Yesterday was Wednesday, so I of course read the NYT Dining section. I generally read it online, but since I was Long Island-bound, I got myself a copy for the train ride. Eventually I found myself at Section A, with the International, National, and Local stories, followed by the Op-Ed pieces. I always read this section from back to front, and once I passed the Op-Eds the last page of local news contained 2 articles. Above the fold a sad girl, seemingly in her late teens, stared out at me, and below the fold was a photo of three 30-something people standing around a turntable.
The Article up top was about how kids age out of the foster system. With unemployment climbing in the city, many of their advocates are concerned they are now effectively on the fast-track towards homelessness. They are the forgotten children, bounced around their entire lives and then cast off to fend for themselves.
The other article was about a bunch of recently unemployed people who have decided to become DJs, and who have gone to school to learn how to spin records and mix music digitally. The undercurrent has a whiff of people becoming unbound by the falling economy: with little left to lose, they can now pursue their youthful dreams. The top note, however, was about the rise of enrollment in DJ schools and the semi-lucrative opportunity DJing affords people who are slowly whittling away their severance packages.
At first I was taken aback at how the foster youth article was essentially buried in the paper, hidden. They are the forgotten ones, indeed. I am aware of the hierarchy of newspapers, the way stories are prioritized based on what sells the most papers—but still. This story made it sound as if foster kids definitely don’t have the dollar and change to spare for their daily NYT.
But what the page really made me think of is the characters we give voice to in fiction and the worlds we illuminate in our stories, and if in shedding that light we create portals of opportunity for our readers. When we write about marginalized people, or show a kaleidoscopic (and often grim) view of humanity, are we in effect helping to make the marginalized more mainstream? Should that be the duty of a writer? Or should we avoid such subjects at all costs? If so, are we then effectively marginalizing ourselves as authors?
But to come back to my trip to Long Island: I was headed there to visit my Grandma and spend the day making gefilte fish and matzoh ball soup for the Passover meal. Over the course of the day somehow my uncle’s dog came up in conversation. That dog has been dead at least 20 years, but Grandma’s stream of consciousness can wind in unexpected ways. She asked me if I knew the dog was born a hermaphrodite. I said that perhaps I did, but who could really say whether or not that was true?
While I don’t mean to place aspiring DJs, foster children and hermaphroditic dogs all on the same plane, maybe it is important to create pointed characters. Perhaps we should make an effort to carve out places in literature for those who cannot afford to buy the books written about them.
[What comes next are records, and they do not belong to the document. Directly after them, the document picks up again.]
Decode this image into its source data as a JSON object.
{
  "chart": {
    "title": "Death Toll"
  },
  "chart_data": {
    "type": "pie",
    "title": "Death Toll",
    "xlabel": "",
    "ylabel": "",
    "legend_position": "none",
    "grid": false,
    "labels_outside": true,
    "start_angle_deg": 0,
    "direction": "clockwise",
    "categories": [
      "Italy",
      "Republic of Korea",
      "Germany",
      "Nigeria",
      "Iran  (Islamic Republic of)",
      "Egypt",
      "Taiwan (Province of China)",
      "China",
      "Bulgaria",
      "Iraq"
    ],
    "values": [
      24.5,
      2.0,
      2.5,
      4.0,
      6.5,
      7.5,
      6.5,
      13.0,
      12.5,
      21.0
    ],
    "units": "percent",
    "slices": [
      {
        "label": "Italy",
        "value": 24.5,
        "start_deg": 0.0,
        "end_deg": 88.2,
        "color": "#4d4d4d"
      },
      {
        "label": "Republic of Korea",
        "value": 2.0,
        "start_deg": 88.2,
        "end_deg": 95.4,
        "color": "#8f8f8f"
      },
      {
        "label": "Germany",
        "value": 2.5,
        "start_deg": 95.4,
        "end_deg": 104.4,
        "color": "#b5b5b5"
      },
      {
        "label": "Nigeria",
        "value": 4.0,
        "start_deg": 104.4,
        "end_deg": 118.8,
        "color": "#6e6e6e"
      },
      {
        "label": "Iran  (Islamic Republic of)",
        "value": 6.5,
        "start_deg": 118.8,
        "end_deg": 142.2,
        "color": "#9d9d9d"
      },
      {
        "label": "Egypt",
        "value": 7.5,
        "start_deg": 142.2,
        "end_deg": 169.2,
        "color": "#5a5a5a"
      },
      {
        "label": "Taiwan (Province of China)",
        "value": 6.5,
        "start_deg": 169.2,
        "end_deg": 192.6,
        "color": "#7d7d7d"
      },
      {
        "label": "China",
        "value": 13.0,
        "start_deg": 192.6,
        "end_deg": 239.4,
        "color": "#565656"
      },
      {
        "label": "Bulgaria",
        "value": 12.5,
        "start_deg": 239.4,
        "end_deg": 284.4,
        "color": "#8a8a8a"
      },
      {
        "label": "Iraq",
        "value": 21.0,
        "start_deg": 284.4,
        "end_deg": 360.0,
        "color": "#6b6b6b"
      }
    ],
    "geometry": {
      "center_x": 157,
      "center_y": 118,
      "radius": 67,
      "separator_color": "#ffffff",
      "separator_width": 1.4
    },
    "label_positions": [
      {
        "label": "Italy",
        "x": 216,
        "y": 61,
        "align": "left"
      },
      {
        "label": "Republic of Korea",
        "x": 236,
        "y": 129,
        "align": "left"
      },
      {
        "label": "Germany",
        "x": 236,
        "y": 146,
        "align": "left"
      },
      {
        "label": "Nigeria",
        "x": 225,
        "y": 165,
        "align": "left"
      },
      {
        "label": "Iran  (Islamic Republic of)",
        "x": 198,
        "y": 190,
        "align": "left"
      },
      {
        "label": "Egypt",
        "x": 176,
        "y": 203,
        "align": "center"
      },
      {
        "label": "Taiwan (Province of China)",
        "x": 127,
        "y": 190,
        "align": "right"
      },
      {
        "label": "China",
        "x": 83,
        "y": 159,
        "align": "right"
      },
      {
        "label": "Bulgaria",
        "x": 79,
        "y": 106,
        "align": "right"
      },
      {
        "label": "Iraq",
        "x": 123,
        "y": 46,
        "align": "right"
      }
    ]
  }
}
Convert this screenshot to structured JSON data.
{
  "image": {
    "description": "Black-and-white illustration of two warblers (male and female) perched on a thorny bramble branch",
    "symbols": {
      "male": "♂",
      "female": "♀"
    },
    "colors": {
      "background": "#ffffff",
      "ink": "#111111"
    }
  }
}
All this is by way of me asking: Where do your characters come from? What do you ask them as you write their stories? Is literature salvation for “lost” peoples?
April 12, 2009 at 10:27 pm
Carve out a place in literature for poor people? They’re not exactly underrepresented. And you seem to be presuming that since they can’t “buy the books written about them”—which means we’re ignoring public libraries and bookstores where anyone can sit down and read from open to close; after all, if people want to read, they can read regardless of how much money they have—that they can’t write the books themselves? This is why the notion of writing what you know is bandied about so much. You can’t write about being a foster child if you don’t know what it’s like to be a foster child. You can’t write about being poor if you’ve never been poor. Granted, you actually can write about those things without experience, but you can’t expect to do it the justice it deserves.